Semi-supervised sequence learning – Dai & Le, NIPS 2015.
The sequence to sequence learning approach we looked at yesterday has been used for machine translation, text parsing, image captioning, video analysis, and conversational modeling. In Semi-supervised sequence learning, Dai & Le use a clever twist on the sequence-to-sequence approach to enable it to be used for unsupervised training. That makes a big difference because there is plenty of data in the world, but only the tiniest fraction of it is labeled (for supervised training). They use their unsupervised sequence autoencoder to pre-train an LSTM, with the weights obtained then being used to initialize a standard LSTM for a supervised training task (document classification).
So how do you use sequence to sequence with unlabeled data? Recall that the sequence to sequence architecture uses one input LSTM, generating an encoded vector, which is then used as input to an output LSTM.
Dai and Le simply set the target sentence to be exactly the same as the input sentence! Say we input the English sentence “The cat sat on the mat.” This will get turned into a vector representation of the sentence, from which the output LSTM will be trained to produce “The cat sat on the mat.” It still requires the learned representation to capture the meaning of the sentence, but gives us much more data we can train on!
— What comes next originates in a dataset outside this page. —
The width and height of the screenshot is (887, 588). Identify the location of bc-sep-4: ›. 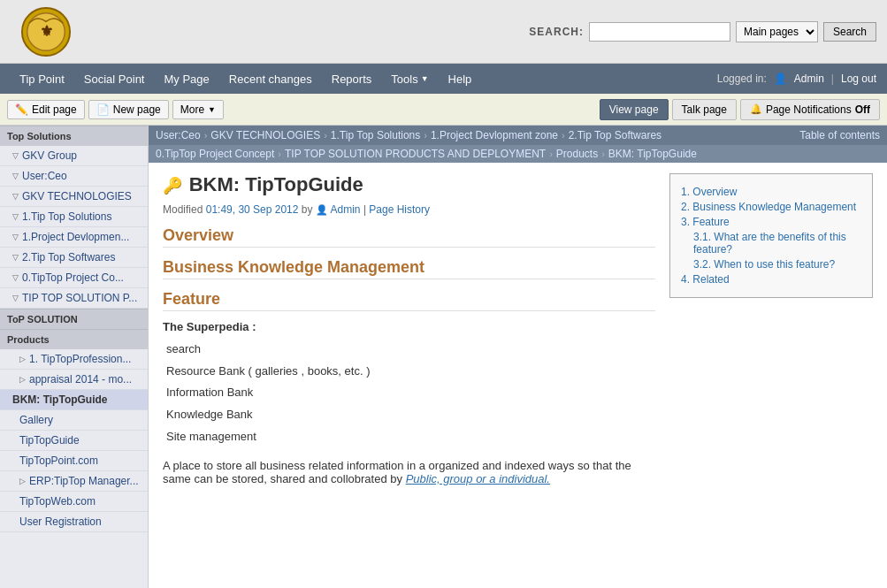
(563, 135).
The overall system (using a sequence autoencoder to pre-train, followed by LSTM supervised learning) is abbreviated as SA-LSTM. It’s a somewhat unusual paper, because that’s it for the method description, everything else is evaluation!
Using SA-LSTMs, we are able to match or surpass reported results for all datasets. It is important to emphasize that previous best results come from various different methods. So it is significant that one method achieves strong results for all datasets, presumably because such a method can be used as a general model for any similar task. A summary of results in the experiments are shown in Table 1.
An evaluation on the IMDB movie sentiment dataset shows the benefits of SA-LSTMs as compared LSTMs trained from scratch. The plain LSTM approach is unstable and training breaks down very quickly if the number of hidden units or number of backprop steps is increased. But when using the sequence autoencoders, the same changes have very little effect, meaning that the models become more practical to train.
On the Rotten Tomatoes sentiment dataset (10,662 documents) there is a risk of overfitting as the dataset is relatively small. To improve performance, the authors add unlabeled data from the IMDB dataset and from Amazon movie reviews to the autoencoder training stage. The SA-LSTM trained just on the Rotten Tomatoes dataset achieves a test error rate of 20.3%, with unlabeled data from IMDB used in addition in pre-training, the error rate falls to 18.6%, and with the Amazon movie reviews, to 16.7%.
This brings us to the question of how well this method of using unlabeled data fares compared to adding more labeled data. As argued by Socher et al. [29], a reason why the methods are not perfect yet is the lack of labeled training data, they proposed to use more labeled data by labeling an additional 215,154 phrases created by the Stanford Parser. The use of more labeled data allowed their method to achieve around 15% error in the test set, an improvement of approximately 5% over older methods with less labeled data.We compare our method to their reported results [29] on sentence-level classification. As our method does not have access to valuable labeled data, one might expect that our method is severely disadvantaged and should not perform on the same level. However, with unlabeled data and sequence autoencoders, we are able to obtain 16.7%, ranking second amongst many other methods that have access to a much larger corpus of labeled data. The fact that unlabeled data can compensate for the lack of labeled data is very significant as unlabeled data are much cheaper than labeled data. The results are shown in Table 5.
The authors also apply SA-LSTMs to datasets with larger documents (20 newsgroups), to character-by-character classification and even to non-textual (image) data and achieve good results in all cases.
In this paper, we showed that it is possible to use LSTM recurrent networks for NLP tasks such as document classification. Further, we demonstrated that a language model or a sequence autoencoder can help stabilize the learning in LSTM recurrent networks. On five benchmarks that we tried, LSTMs can reach or surpass the performance levels of all previous baselines.